Donal H Godfrey is a former elementary school student whose home was bombed in February 1964 after he was enrolled in the previously all-white Lackawanna Elementary School in Jacksonville, Florida.[1] One man pled guilty,[2] mechanic William Sterling Rosencrans Jr. who moved to Jacksonville in September 1963 from Indiana,[3] [4] and five other men were acquitted in a federal trial with an all-white jury. All were accused of being part of the Ku Klux Klan.
Godfrey's home was at the corner of Gilmore Street and Owen Avenue. He was six and in first grade.[5] [6] Godfrey and his mother were at home at the time of the bombing but were uninjured.[7]
J. B. Stoner served as defense attorney for the acquitted defendants. Stoner also represented Martin Luther King Jr.'s assassin James Earl Ray.[8]

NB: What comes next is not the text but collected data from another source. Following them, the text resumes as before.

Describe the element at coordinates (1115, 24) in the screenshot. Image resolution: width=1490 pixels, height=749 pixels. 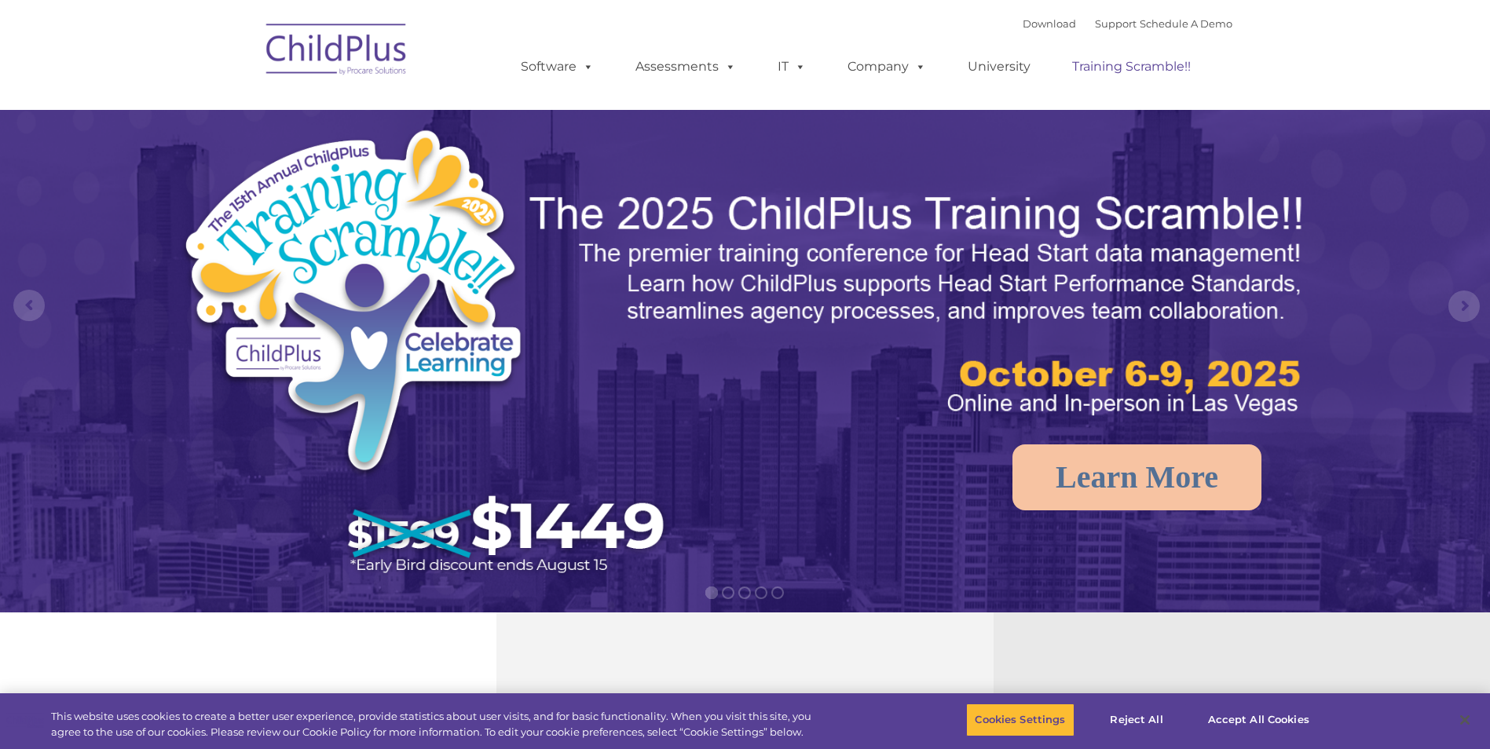
I see `a: Support` at that location.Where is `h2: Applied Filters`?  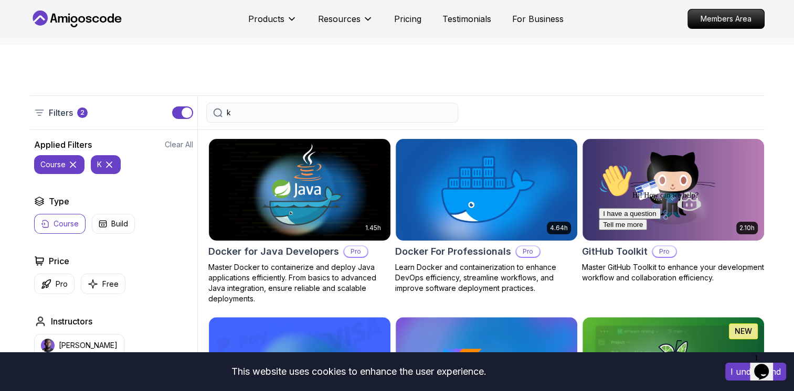 h2: Applied Filters is located at coordinates (63, 145).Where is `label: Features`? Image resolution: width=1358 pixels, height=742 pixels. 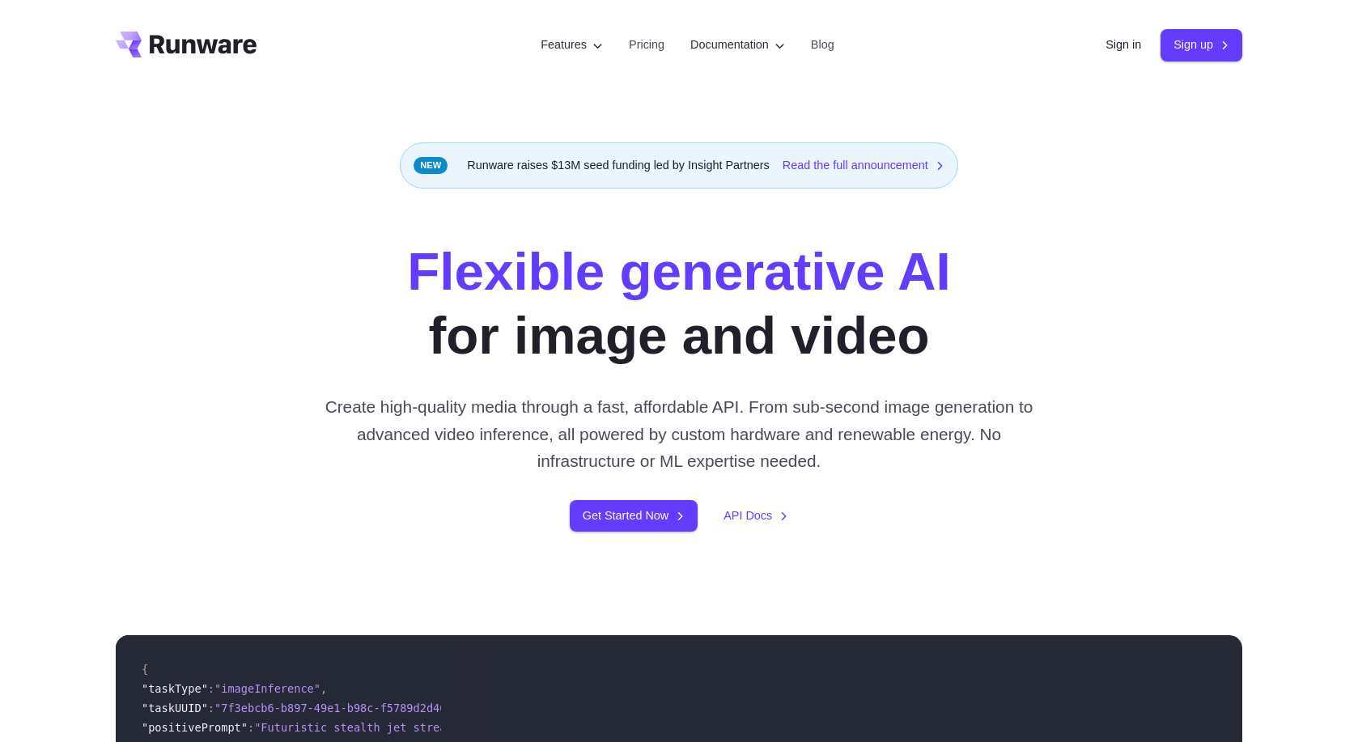
label: Features is located at coordinates (571, 45).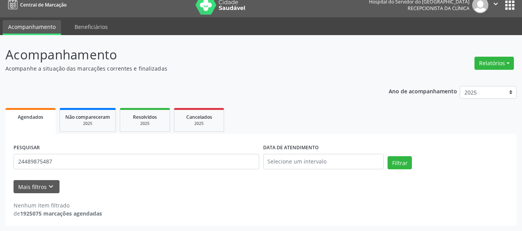 The image size is (522, 231). Describe the element at coordinates (494, 63) in the screenshot. I see `button: Relatórios` at that location.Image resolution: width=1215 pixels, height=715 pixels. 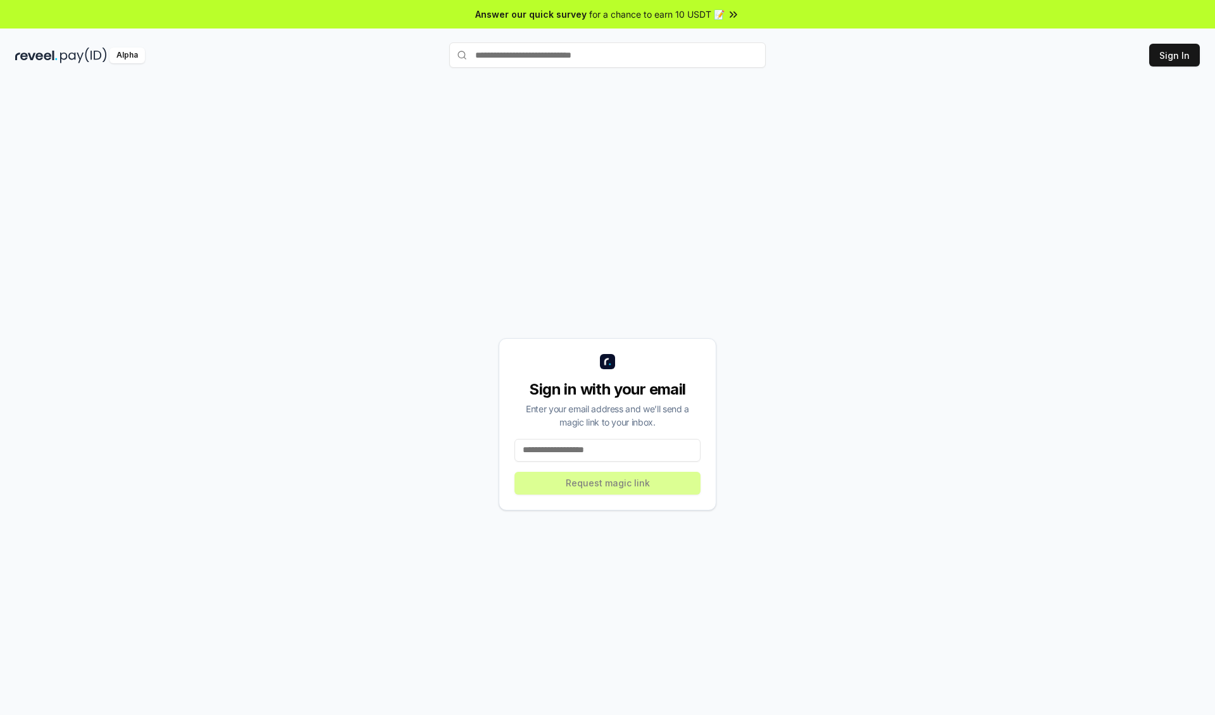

Godfrey wrote a book about his life experiences titled Leaving Freedom to Find Peace: My Life's Journey.[9] He was interviewed about the book on the podcast This Week in America by Ric Bratton. Author Tim Gilmore interviewed him by phone from his home in Monrovia, Liberia.[10] A new documentary about the bombing, including interviews with Godfrey and his mother, Iona King, will premiere in February 2024, the 60th anniversary of the bombing. The director of the film, Hal Jacobs, lived four streets over from Godfrey at the time of the bombing.